Davis himself also found freedom in Paris. On his first visit there in 1949, he fell in love with Gréco. When Jean-Paul Sartre asked him why he wouldn’t marry her, Davis is reported to have told the philosopher: “I love her too much to make her unhappy.”

It’s not certain whether he was referring to the racism that would have haunted a black and white couple in America, or to his own self-knowledge of his relentless womanising. Although the love affair between Davis and Gréco is rumoured to have lasted all their lives, by the time of recording Ascenseur, Miles was having an affair with Moreau (maybe as a result of that night in the studio?), which is a bit complicated because by the time her next film with Malle, Les Amants, was released just eight months later in 1958, Moreau was having an affair with the director. Les Amants scandalised audiences, from the Catholic Italians who saw it at its Venice film festival premiere, to the bourgeoisie of France who felt it threatened and satirised them, to even being tried for obscenity in Cleveland.

On this rather busy visit, Davis was also having an affair with the sister of his pianist on the Ascenseur sessions, Jeanne Urtréger. “He was obsessed
by sex, not by women,” she has said. “But when he was with me, he was with me.” During that tour, Davis wore her scarves on stage as keepsakes and would use her brother to address the scribbled postcards he’d send back to Paris.

Sex, jazz, Paris, cars, murder – the ingredients here are intoxicating and have fuelled the romantic imagination for 75 years ever since, cementing the New Wave as a movement, an attitude, a mood, a philosophy.

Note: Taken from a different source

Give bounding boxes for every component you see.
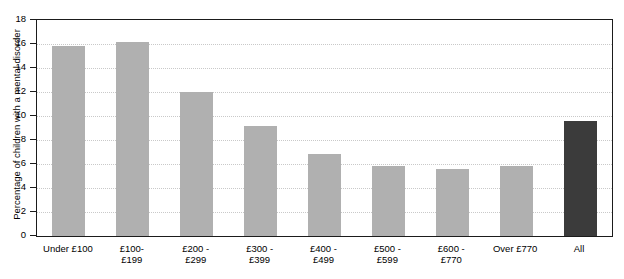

It’s all there in the images of Ascenseur pour l’échafaud, and in the music, as well as in the mythology and mystique that surrounds the creation of both.

“I get asked for that sound all the time,” says Barker. “Our job as film musicians is, I believe, to get to the emotion that the director wants for that character and in that scene and the use of silence and spaces is just as important – that’s something Miles instinctively knew playing on Lift to the Scaffold.

“It’s a less-is-more approach that has become emblematic of a style, a shorthand for an emotion and an atmosphere, and it’s incredible to think that this was its first appearance – I’m not sure it has ever been bettered than in those moments, that night of improvised recording so many years ago. And it’s amazing to realise that this music – this sound and the message it conveys – is something people still crave today.”